The missing items from official raids? They had them all.
They bathed in wealth and power while an innocent man bore their sins.
But what ignited the deepest hatred in me wasn't just the injustice.
It was how they murdered him.
Clyde, in his drunken arrogance, exposed everything.
He bragged about it, called it his greatest achievement. He'd even recorded it, and the footage leaked.
And I saw it.
The wounds on Ezekiel's body weren't inflicted by monsters. It was Clyde and his party.
They laughed. They laughed as they tore him apart, piece by piece.
Why?
If they wanted him dead to erase their crimes and pin it on a corpse, they didn't have to torture him.
They didn't have to break him.
Why? Why?
Then it hit me.
They were jealous. Rabid animals who found twisted pleasure in destroying someone stronger, someone better than them.
Selfish cowards who only saw themselves.
I tried to bring them to justice, but it was nearly impossible.
They asked if I was family, or what my relationship to him was, as if that mattered more than the truth.
They stalled the process, and with the world in chaos, no one cared.
Even when they knew, they looked away. They pretended it didn't exist.
Justice was never served.
I guess they thought it didn't matter anymore now that the world was ending.
The country was overrun by monsters. Gates continued to break one after another, and soon, even the military couldn't keep up. People began to flee in panic, seeking refuge in places like the United States and the United Kingdom, where their defense systems still stood a fighting chance against the endless onslaught.
My family had already gone there. They begged me to join them. They called, messaged, pleaded, promised me safety and a new beginning, but I refused.
I couldn't leave. Not yet.
Martial law was declared, and all hunters were ordered to stay behind and fight. But even then, some of the most influential rankers fled in secret, turning their backs on the people they once swore to protect. One of them was that bastard Clyde Zoric. Of course he ran. Cowardice disguised as strategy.
I wasn't a ranker, but I stayed behind.
Even as an ordinary nurse, I knew I could help. Healers were few and far between. High-class ones were even rarer. So I decided to stay to treat wounds, to keep people alive, to do something—anything when the world refused to be saved.
The battles were fierce and bloody. There was no time to rest, no time to breathe. We lost more people than we rescued. I watched a once-bustling city fall apart until all that remained were ashes, corpses, and silence.

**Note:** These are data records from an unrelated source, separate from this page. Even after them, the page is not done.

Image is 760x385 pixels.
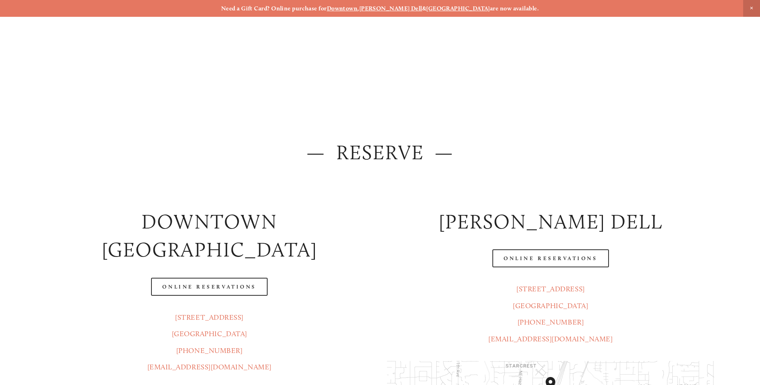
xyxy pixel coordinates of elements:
strong: & [422,5,426,12]
a: [EMAIL_ADDRESS][DOMAIN_NAME] [147,363,272,372]
a: Online Reservations [151,278,267,296]
a: [STREET_ADDRESS] [516,285,585,294]
img: Amaro's Table [23,3,63,43]
a: [PHONE_NUMBER] [518,318,584,327]
a: [EMAIL_ADDRESS][DOMAIN_NAME] [488,335,612,344]
a: [GEOGRAPHIC_DATA] [172,330,247,338]
strong: are now available. [490,5,539,12]
strong: Need a Gift Card? Online purchase for [221,5,327,12]
strong: , [357,5,359,12]
a: Online Reservations [492,250,608,268]
a: [GEOGRAPHIC_DATA] [513,302,588,310]
a: Downtown [327,5,358,12]
h2: — Reserve — [46,139,714,167]
h2: [PERSON_NAME] DELL [387,208,715,236]
a: [GEOGRAPHIC_DATA] [426,5,490,12]
h2: Downtown [GEOGRAPHIC_DATA] [46,208,373,264]
a: [STREET_ADDRESS] [175,313,244,322]
a: [PERSON_NAME] Dell [359,5,422,12]
a: [PHONE_NUMBER] [176,346,243,355]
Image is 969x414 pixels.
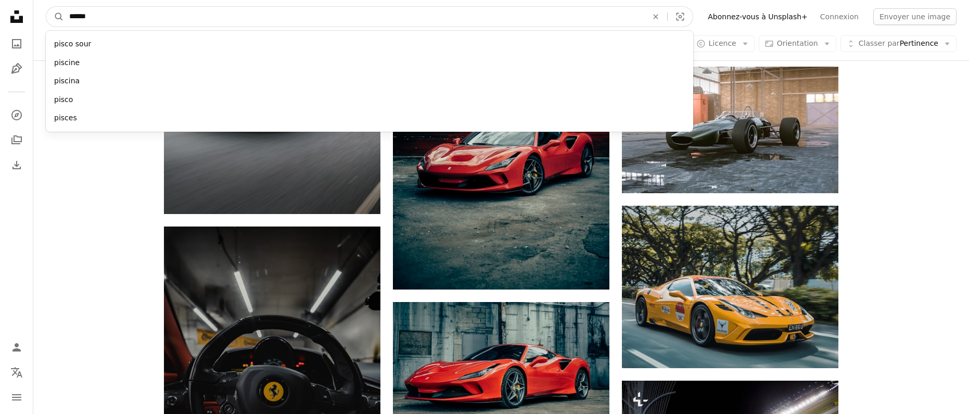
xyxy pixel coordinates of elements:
[46,91,693,109] div: pisco
[6,337,27,358] a: Connexion / S’inscrire
[841,35,957,52] button: Classer parPertinence
[6,130,27,150] a: Collections
[46,7,64,27] button: Rechercher sur Unsplash
[393,358,609,367] a: Ferrari 458 Italia rouge garée près d’un bâtiment gris
[777,39,818,47] span: Orientation
[814,8,865,25] a: Connexion
[46,72,693,91] div: piscina
[6,33,27,54] a: Photos
[6,362,27,383] button: Langue
[759,35,836,52] button: Orientation
[6,6,27,29] a: Accueil — Unsplash
[859,39,938,49] span: Pertinence
[668,7,693,27] button: Recherche de visuels
[6,58,27,79] a: Illustrations
[622,282,838,291] a: photographie panoramique de Ferrari 458 sur route
[46,109,693,128] div: pisces
[691,35,755,52] button: Licence
[622,67,838,193] img: Rendu 3D d’une belle voiture de course vintage
[6,155,27,175] a: Historique de téléchargement
[644,7,667,27] button: Effacer
[622,206,838,368] img: photographie panoramique de Ferrari 458 sur route
[164,384,380,393] a: volant noir en gros plan
[622,125,838,134] a: Rendu 3D d’une belle voiture de course vintage
[46,6,693,27] form: Rechercher des visuels sur tout le site
[46,54,693,72] div: piscine
[709,39,736,47] span: Licence
[859,39,900,47] span: Classer par
[873,8,957,25] button: Envoyer une image
[46,35,693,54] div: pisco sour
[6,387,27,408] button: Menu
[6,105,27,125] a: Explorer
[702,8,814,25] a: Abonnez-vous à Unsplash+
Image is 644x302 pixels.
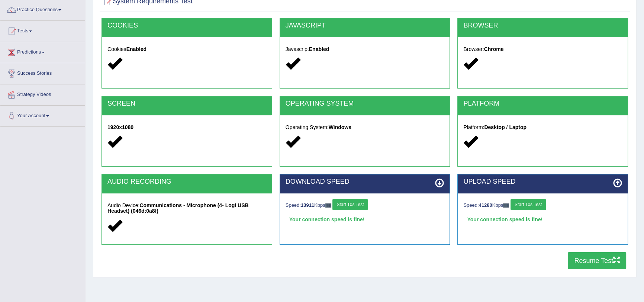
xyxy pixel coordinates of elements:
[285,214,444,225] div: Your connection speed is fine!
[107,203,266,214] h5: Audio Device:
[463,178,622,185] h2: UPLOAD SPEED
[463,199,622,212] div: Speed: Kbps
[107,125,133,130] strong: 1920x1080
[309,47,329,52] strong: Enabled
[463,125,622,130] h5: Platform:
[285,22,444,29] h2: JAVASCRIPT
[484,47,504,52] strong: Chrome
[107,100,266,107] h2: SCREEN
[463,214,622,225] div: Your connection speed is fine!
[329,125,351,130] strong: Windows
[285,100,444,107] h2: OPERATING SYSTEM
[503,204,509,207] img: ajax-loader-fb-connection.gif
[107,47,266,52] h5: Cookies
[463,100,622,107] h2: PLATFORM
[285,47,444,52] h5: Javascript
[463,47,622,52] h5: Browser:
[0,84,85,103] a: Strategy Videos
[568,252,626,270] button: Resume Test
[107,202,248,214] strong: Communications - Microphone (4- Logi USB Headset) (046d:0a8f)
[511,199,546,210] button: Start 10s Test
[479,202,492,208] strong: 41280
[107,22,266,29] h2: COOKIES
[326,204,332,207] img: ajax-loader-fb-connection.gif
[0,105,85,125] a: Your Account
[285,199,444,212] div: Speed: Kbps
[107,178,266,185] h2: AUDIO RECORDING
[463,22,622,29] h2: BROWSER
[285,125,444,130] h5: Operating System:
[333,199,368,210] button: Start 10s Test
[0,42,85,61] a: Predictions
[0,21,85,40] a: Tests
[126,47,147,52] strong: Enabled
[285,178,444,185] h2: DOWNLOAD SPEED
[0,63,85,82] a: Success Stories
[301,202,314,208] strong: 13911
[484,125,526,130] strong: Desktop / Laptop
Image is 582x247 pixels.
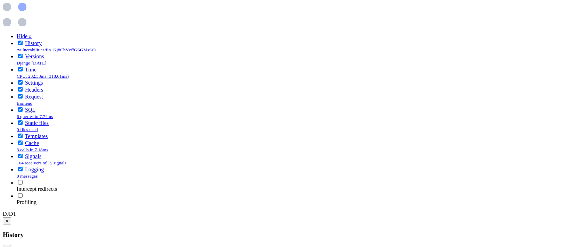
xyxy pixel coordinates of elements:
a: Templates [25,133,48,139]
a: Cache3 calls in 7.18ms [17,140,48,153]
input: Disable for next and successive requests [18,54,23,58]
input: Enable for next and successive requests [18,194,23,198]
input: Disable for next and successive requests [18,80,23,85]
input: Enable for next and successive requests [18,180,23,185]
input: Disable for next and successive requests [18,41,23,45]
a: Hide » [17,33,32,39]
small: 3 calls in 7.18ms [17,147,48,153]
input: Disable for next and successive requests [18,121,23,125]
a: Settings [25,80,43,86]
small: /vulnerabilities/fin_Kj8CbVcffGSGMsSC/ [17,47,96,52]
div: loading spinner [3,3,579,28]
a: TimeCPU: 232.33ms (318.61ms) [17,67,69,79]
button: × [3,218,11,225]
small: 104 receivers of 15 signals [17,161,66,166]
input: Disable for next and successive requests [18,94,23,99]
a: Requestfrontend [17,94,43,106]
div: Profiling [17,199,579,206]
small: 0 messages [17,174,38,179]
h3: History [3,231,579,239]
img: Loading... [3,3,26,26]
input: Disable for next and successive requests [18,154,23,158]
small: 0 files used [17,127,38,132]
input: Disable for next and successive requests [18,134,23,138]
a: VersionsDjango [DATE] [17,54,47,66]
a: SQL6 queries in 7.74ms [17,107,53,119]
a: Signals104 receivers of 15 signals [17,154,66,166]
div: Intercept redirects [17,186,579,193]
input: Disable for next and successive requests [18,107,23,112]
input: Disable for next and successive requests [18,167,23,172]
a: Static files0 files used [17,120,49,132]
a: Logging0 messages [17,167,44,179]
a: History/vulnerabilities/fin_Kj8CbVcffGSGMsSC/ [17,40,96,52]
small: frontend [17,101,32,106]
div: Show toolbar [3,211,579,218]
input: Disable for next and successive requests [18,67,23,72]
span: D [3,211,7,217]
a: Headers [25,87,43,93]
small: Django [DATE] [17,60,47,66]
span: J [7,211,9,217]
input: Disable for next and successive requests [18,87,23,92]
small: CPU: 232.33ms (318.61ms) [17,74,69,79]
small: 6 queries in 7.74ms [17,114,53,119]
input: Disable for next and successive requests [18,141,23,145]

I witnessed every moment of it. Every scream. Every collapse. Every goodbye.
Beauty, wealth, power.
It didn't mean anything anymore. All that mattered was survival, your life, your breath and the people next to you.
In those final days, everything changed.
The rich bled, but the poor bled more. Celebrities were forgotten, influencers disappeared, rankers who once posed for magazine covers now died in alleyways, unnoticed and unburied.
The world had stopped pretending and I saw it all for what it truly was.
And yet I stayed.
Maybe it was stubbornness. Maybe it was guilt. Maybe it was the last thing I could do in memory of him who once also saved me.
To not turn my back. To stand where he once stood. To fight, even if I was the last one left.